The PowerTOP program can help you determine where your battery life is going. It measures CPU wakeups, which drag the CPU out of low-power states, and assigns fault for the wakeup to specific programs. It's an amazing tool for software authors to improve their programs and for system administrators to find out why their data centers are so hot, or for individual users to find out how to improve their battery life.
I've been running it while writing this answer, and the top few lines of output look like this:
PowerTOP version 1.13 (C) 2007 Intel Corporation
Cn Avg residency P-states (frequencies)
C0 (cpu running) ( 6.1%) 2.80 Ghz 11.3%
polling 5.5ms ( 0.0%) 2.67 Ghz 0.4%
C1 mwait 0.2ms ( 0.1%) 2.00 Ghz 0.3%
C2 mwait 0.9ms ( 2.5%) 1.73 Ghz 0.4%
C3 mwait 4.2ms (91.2%) 1.60 Ghz 86.5%
Wakeups-from-idle per second : 246.3 interval: 15.0s
no ACPI power usage estimate available
Top causes for wakeups:
39.3% (290.2) [extra timer interrupt]
19.4% (143.3) npviewer.bin
7.1% ( 52.7)D firefox
8.0% ( 58.9) kworker/0:1
6.4% ( 46.9) [hda_intel] <interrupt>
4.6% ( 33.8) [kernel scheduler] Load balancing tick
4.1% ( 30.6) Xorg
2.3% ( 17.3) [radeon] <interrupt>
2.3% ( 16.7) USB device 1-5.2.2 : Apple Keyboard (Apple, Inc)
2.2% ( 16.5) [ehci_hcd:usb1, uhci_hcd:usb5, uhci_hcd:usb8, pata_jmicron, firewire_ohci] <interr
This is telling me that firefox and plugins account for 27% of my CPU wakeups; not a surprise, I'm streaming Pandora, and all they've got is some horrid Flash interface that eats a few watts for breakfast every morning.
Once you find what is eating your power, start looking for polling operations that can be converted into event-based operations. The Linux distributions have done a fair amount of work finding horrible polling interfaces and replacing them with event-based interfaces, but perhaps you're running something that hasn't yet been converted.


• [Work to complete]: Your output should be the lines below from the one with "The height and width of the screenshot is (741, 1484)." through the one with "This screenshot has height=392, width=779.", copied exactly, pictures excluded.

[Stored data]
• • • • •

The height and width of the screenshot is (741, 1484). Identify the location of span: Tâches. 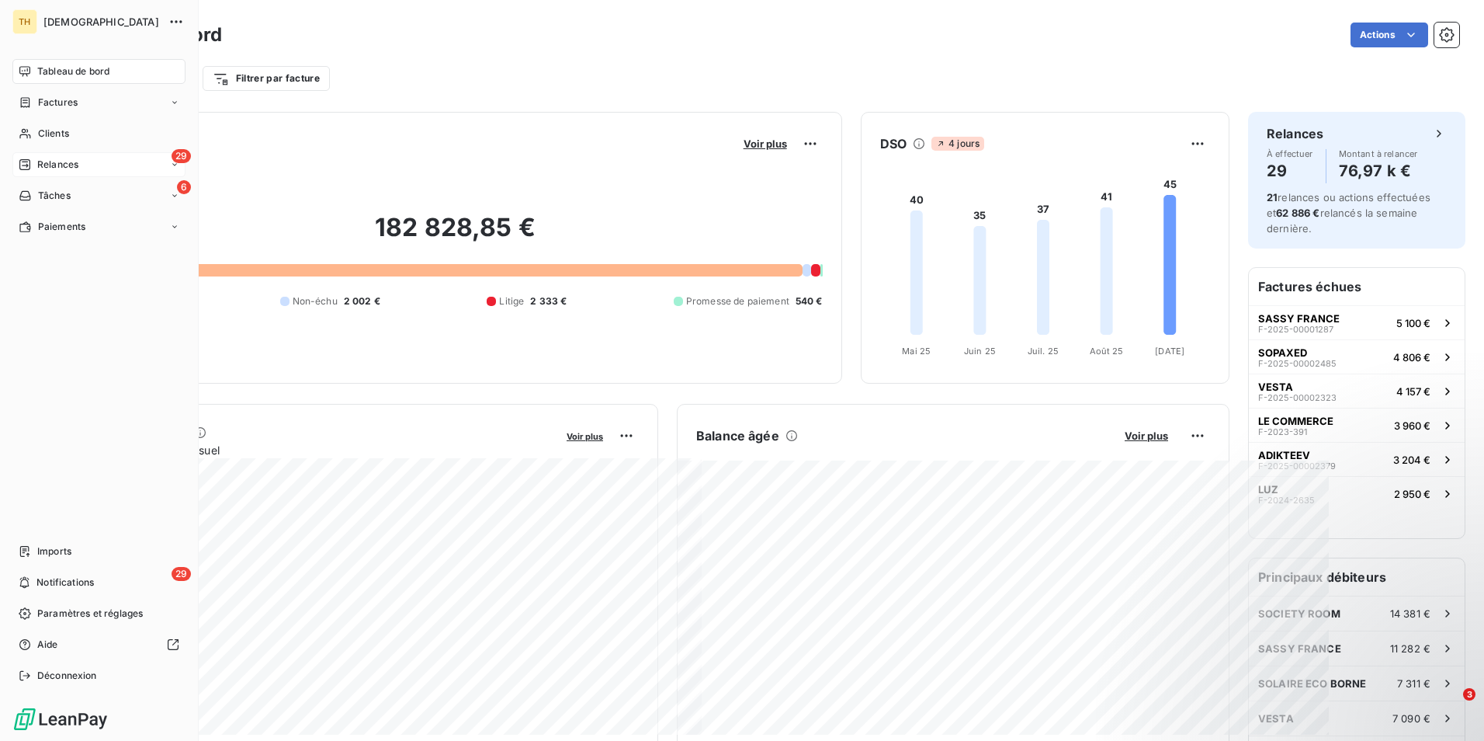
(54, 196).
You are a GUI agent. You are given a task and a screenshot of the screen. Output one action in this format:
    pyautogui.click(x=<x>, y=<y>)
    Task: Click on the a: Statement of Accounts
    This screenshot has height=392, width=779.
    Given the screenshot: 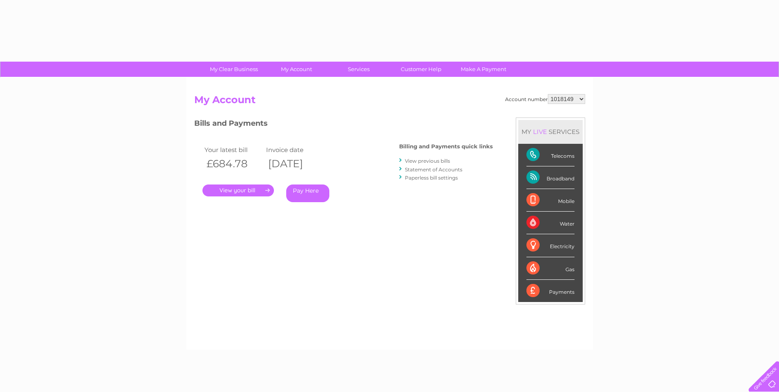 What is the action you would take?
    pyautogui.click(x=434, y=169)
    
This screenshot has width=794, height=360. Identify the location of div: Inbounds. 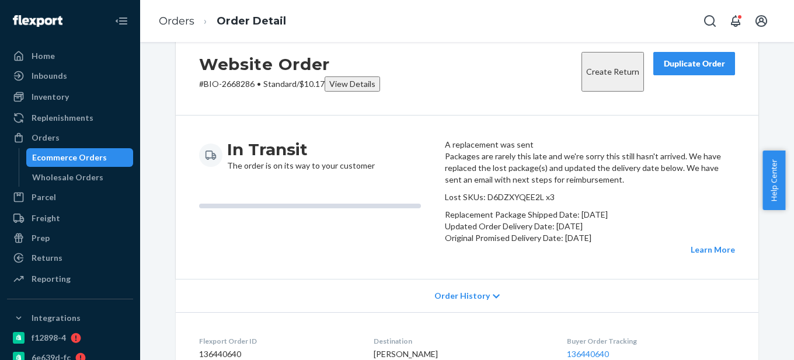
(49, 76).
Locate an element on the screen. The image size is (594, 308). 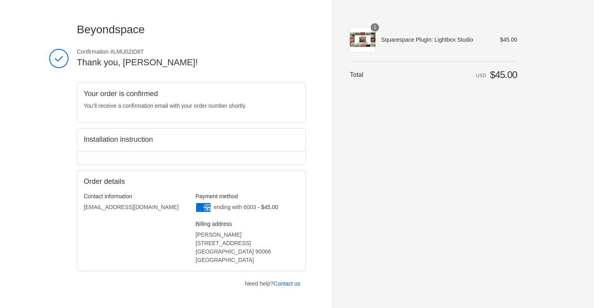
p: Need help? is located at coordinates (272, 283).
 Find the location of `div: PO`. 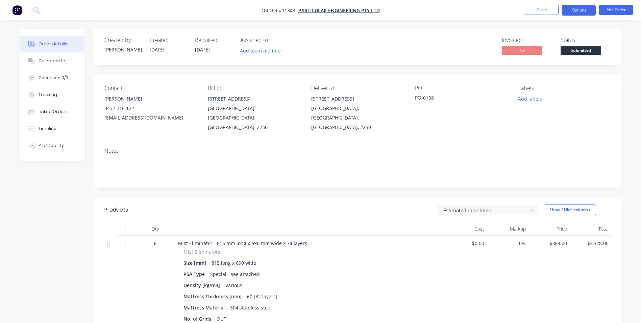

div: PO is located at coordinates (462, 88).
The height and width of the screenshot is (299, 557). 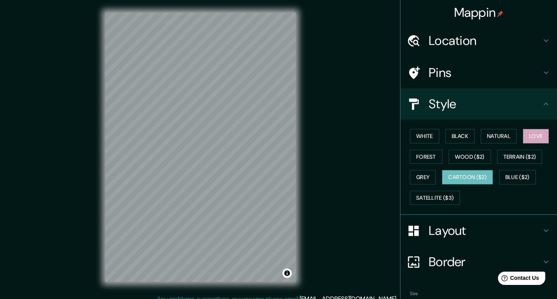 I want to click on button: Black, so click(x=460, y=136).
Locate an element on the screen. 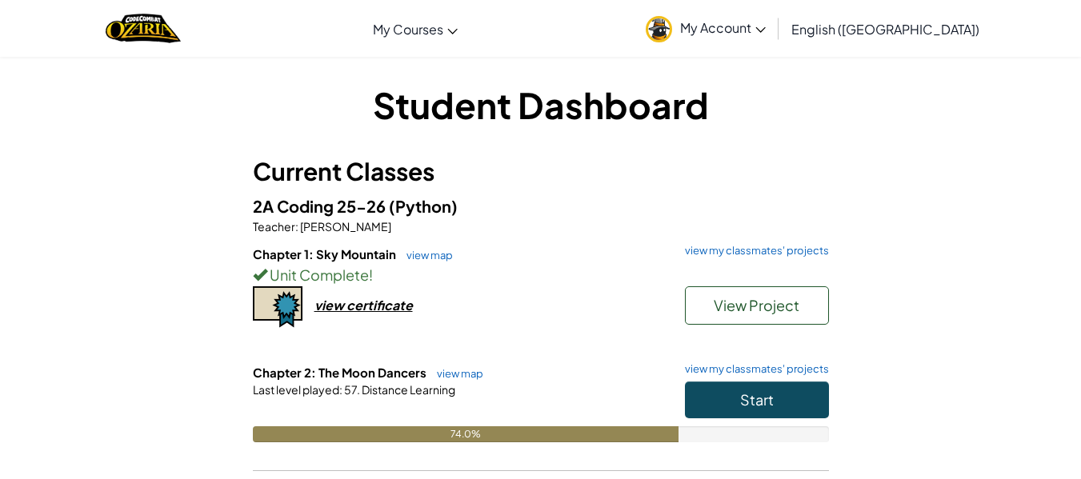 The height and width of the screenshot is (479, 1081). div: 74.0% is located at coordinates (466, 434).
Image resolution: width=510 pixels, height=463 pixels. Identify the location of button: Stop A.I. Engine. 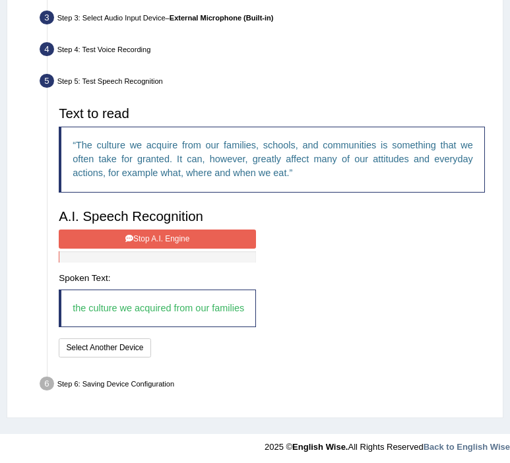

• • • • •

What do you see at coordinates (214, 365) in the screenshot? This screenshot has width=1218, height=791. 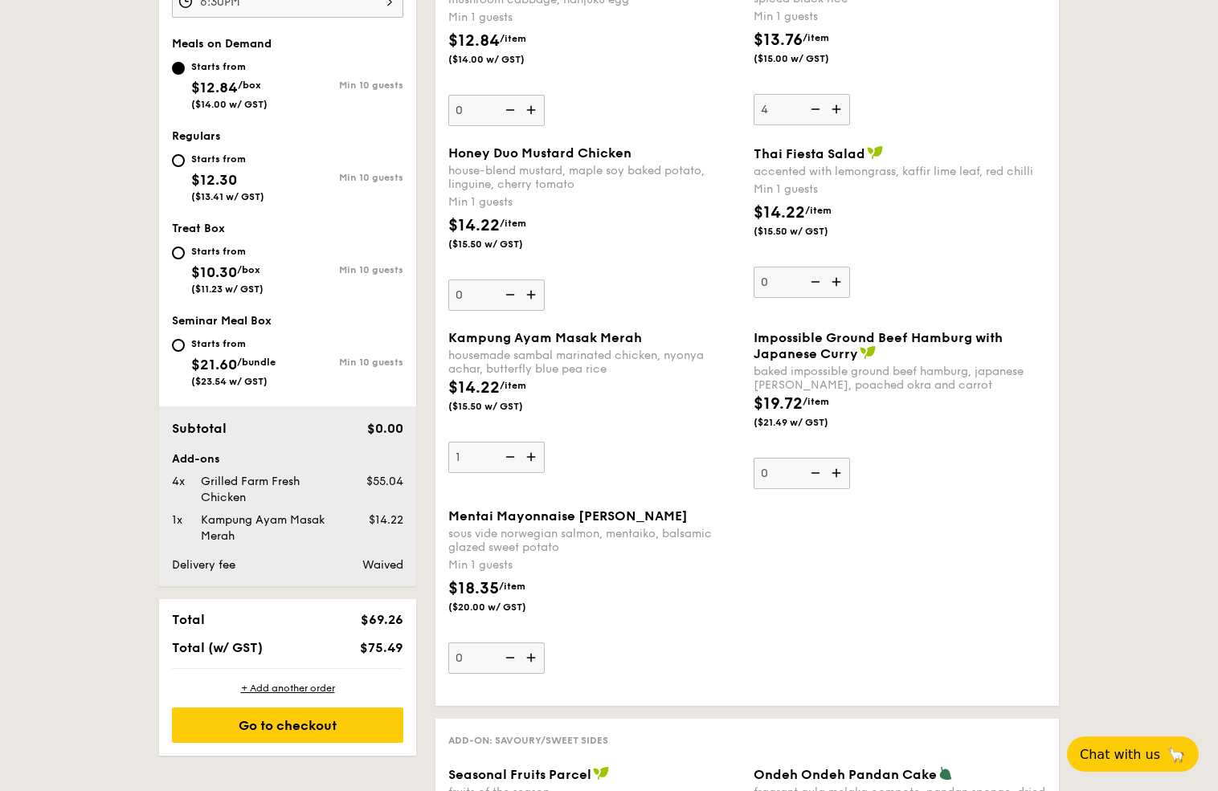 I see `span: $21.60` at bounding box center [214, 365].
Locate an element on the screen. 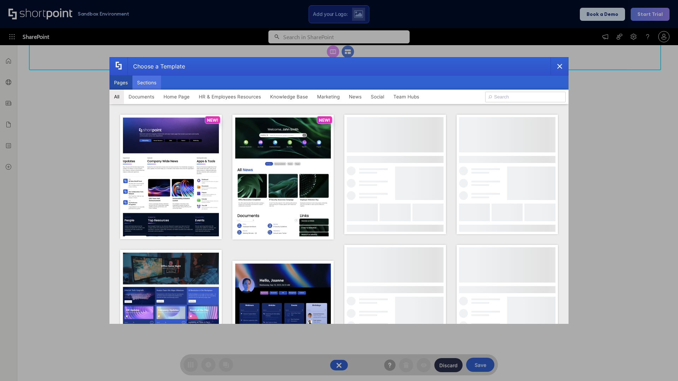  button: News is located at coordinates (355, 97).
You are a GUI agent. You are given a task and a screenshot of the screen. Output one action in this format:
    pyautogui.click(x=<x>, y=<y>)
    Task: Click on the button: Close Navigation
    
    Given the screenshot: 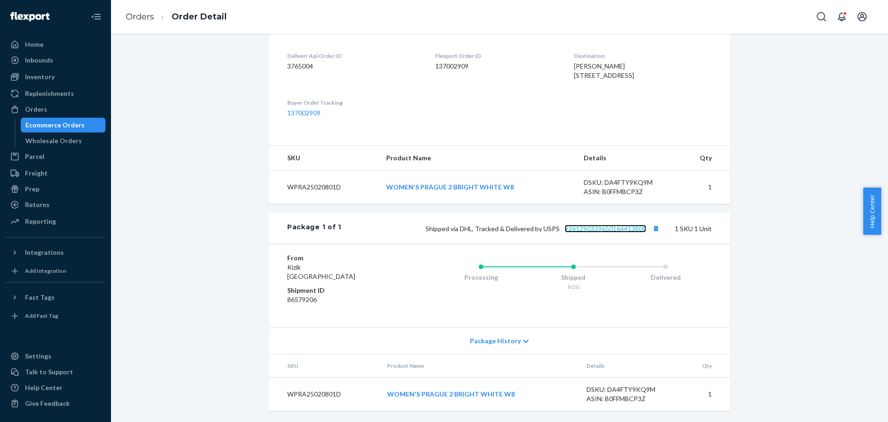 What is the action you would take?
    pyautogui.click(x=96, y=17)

• • • • •

• [Task solution]:
The height and width of the screenshot is (741, 1484). Identify the location of span: Tâches. 
(54, 196).
You are a GUI agent. You are given a task and a screenshot of the screen. Output one action in this format:
    pyautogui.click(x=<x>, y=<y>)
    Task: Click on the a: Statement of Accounts
    This screenshot has height=392, width=779.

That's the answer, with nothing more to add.